IDEAS home Printed from https://ideas.repec.org/p/wbk/wbrwps/10803.html
   My bibliography  Save this paper

Virtual Windows Through Glass Walls? Digitalization for Low-Mobility Female Entrepreneurs

Author

Listed:
  • Alhorr,Layane

Abstract

Social norms and childcare responsibilities often constrain women's mobility and work. This paper investigates the promise of digitalization in unlocking the growth of home-based businesses, an economic lifeline for women in developing countries. To do so, Jordanian female entrepreneurs were offered access to virtual storefronts through Facebook business pages, as well as access to an online digital marketing training created in collaboration with local social media influencers. After six months of hands-on support, treated women had higher business survival, weekly revenue, and attracted more online clients. Machine learning heterogeneity analysis reveals that higher business performance and limitations on the owner's ability to leave her house at baseline are particularly predictive of effects. Together, results suggest that when constraints to technology adoption are lifted, digitalization can unlock windows of opportunity to talented female entrepreneurs, especially those mobility-constrained among them.

Suggested Citation

  • Alhorr,Layane, 2024. "Virtual Windows Through Glass Walls? Digitalization for Low-Mobility Female Entrepreneurs," Policy Research Working Paper Series 10803, The World Bank.
  • Handle: RePEc:wbk:wbrwps:10803
    as

    Download full text from publisher

    File URL: http://documents.worldbank.org/curated/en/099347306132442378/pdf/IDU13eb13acf14061148ec1a6df1a4686e5627fd.pdf
    Download Restriction: no
    ---><---

    More about this item

    Statistics

    Access and download statistics

    Corrections

    All material on this site has been provided by the respective publishers and authors. You can help correct errors and omissions. When requesting a correction, please mention this item's handle: RePEc:wbk:wbrwps:10803. See general information about how to correct material in RePEc.

    If you have authored this item and are not yet registered with RePEc, we encourage you to do it here. This allows to link your profile to this item. It also allows you to accept potential citations to this item that we are uncertain about.

    We have no bibliographic references for this item. You can help adding them by using this form .

    If you know of missing items citing this one, you can help us creating those links by adding the relevant references in the same way as above, for each refering item. If you are a registered author of this item, you may also want to check the "citations" tab in your RePEc Author Service profile, as there may be some citations waiting for confirmation.

    For technical questions regarding this item, or to correct its authors, title, abstract, bibliographic or download information, contact: Roula I. Yazigi (email available below). General contact details of provider: https://edirc.repec.org/data/dvewbus.html .

    Please note that corrections may take a couple of weeks to filter through the various RePEc services.

    IDEAS is a RePEc service. RePEc uses bibliographic data supplied by the respective publishers.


**Problem to solve:**
A faithful copy of the entries, without any pictures, is what is needed here.
*** Opening Material for this exercise ***
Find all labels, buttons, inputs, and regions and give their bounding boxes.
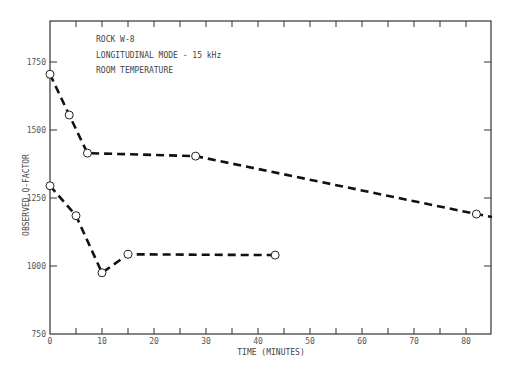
data-point-marker xyxy=(124,250,132,258)
x-tick-label: 0 xyxy=(48,337,53,346)
series-line-upper xyxy=(50,74,492,217)
x-tick-label: 10 xyxy=(97,337,107,346)
x-tick-label: 20 xyxy=(149,337,159,346)
annotation-rock: ROCK W-8 xyxy=(96,35,135,44)
annotation-temperature: ROOM TEMPERATURE xyxy=(96,66,173,75)
data-series xyxy=(46,70,492,277)
y-tick-label: 750 xyxy=(32,330,47,339)
y-tick-label: 1750 xyxy=(27,58,46,67)
x-tick-label: 80 xyxy=(461,337,471,346)
data-point-marker xyxy=(83,149,91,157)
data-point-marker xyxy=(472,210,480,218)
data-point-marker xyxy=(271,251,279,259)
x-tick-label: 40 xyxy=(253,337,263,346)
y-tick-label: 1500 xyxy=(27,126,46,135)
x-tick-label: 50 xyxy=(305,337,315,346)
data-point-marker xyxy=(46,182,54,190)
x-tick-label: 70 xyxy=(409,337,419,346)
q-factor-chart: 010203040506070807501000125015001750 ROC… xyxy=(0,0,507,369)
data-point-marker xyxy=(72,212,80,220)
x-axis-label: TIME (MINUTES) xyxy=(237,348,304,357)
y-axis-label: OBSERVED Q-FACTOR xyxy=(22,154,31,236)
annotation-mode: LONGITUDINAL MODE - 15 kHz xyxy=(96,51,221,60)
y-tick-label: 1000 xyxy=(27,262,46,271)
x-tick-label: 30 xyxy=(201,337,211,346)
data-point-marker xyxy=(65,111,73,119)
data-point-marker xyxy=(98,269,106,277)
series-line-lower xyxy=(50,186,275,273)
data-point-marker xyxy=(192,152,200,160)
data-point-marker xyxy=(46,70,54,78)
x-tick-label: 60 xyxy=(357,337,367,346)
*** Closing Material for this exercise ***
**Written answer:**
Find all labels, buttons, inputs, and regions and give their bounding boxes.
data-point-marker xyxy=(124,250,132,258)
x-tick-label: 0 xyxy=(48,337,53,346)
series-line-upper xyxy=(50,74,492,217)
x-tick-label: 10 xyxy=(97,337,107,346)
x-tick-label: 20 xyxy=(149,337,159,346)
annotation-rock: ROCK W-8 xyxy=(96,35,135,44)
annotation-temperature: ROOM TEMPERATURE xyxy=(96,66,173,75)
data-series xyxy=(46,70,492,277)
y-tick-label: 750 xyxy=(32,330,47,339)
y-tick-label: 1750 xyxy=(27,58,46,67)
x-tick-label: 80 xyxy=(461,337,471,346)
data-point-marker xyxy=(83,149,91,157)
data-point-marker xyxy=(472,210,480,218)
data-point-marker xyxy=(271,251,279,259)
x-tick-label: 40 xyxy=(253,337,263,346)
y-tick-label: 1500 xyxy=(27,126,46,135)
x-tick-label: 50 xyxy=(305,337,315,346)
data-point-marker xyxy=(46,182,54,190)
x-tick-label: 70 xyxy=(409,337,419,346)
q-factor-chart: 010203040506070807501000125015001750 ROC… xyxy=(0,0,507,369)
data-point-marker xyxy=(72,212,80,220)
x-axis-label: TIME (MINUTES) xyxy=(237,348,304,357)
y-axis-label: OBSERVED Q-FACTOR xyxy=(22,154,31,236)
annotation-mode: LONGITUDINAL MODE - 15 kHz xyxy=(96,51,221,60)
y-tick-label: 1000 xyxy=(27,262,46,271)
x-tick-label: 30 xyxy=(201,337,211,346)
data-point-marker xyxy=(65,111,73,119)
data-point-marker xyxy=(98,269,106,277)
series-line-lower xyxy=(50,186,275,273)
data-point-marker xyxy=(192,152,200,160)
data-point-marker xyxy=(46,70,54,78)
x-tick-label: 60 xyxy=(357,337,367,346)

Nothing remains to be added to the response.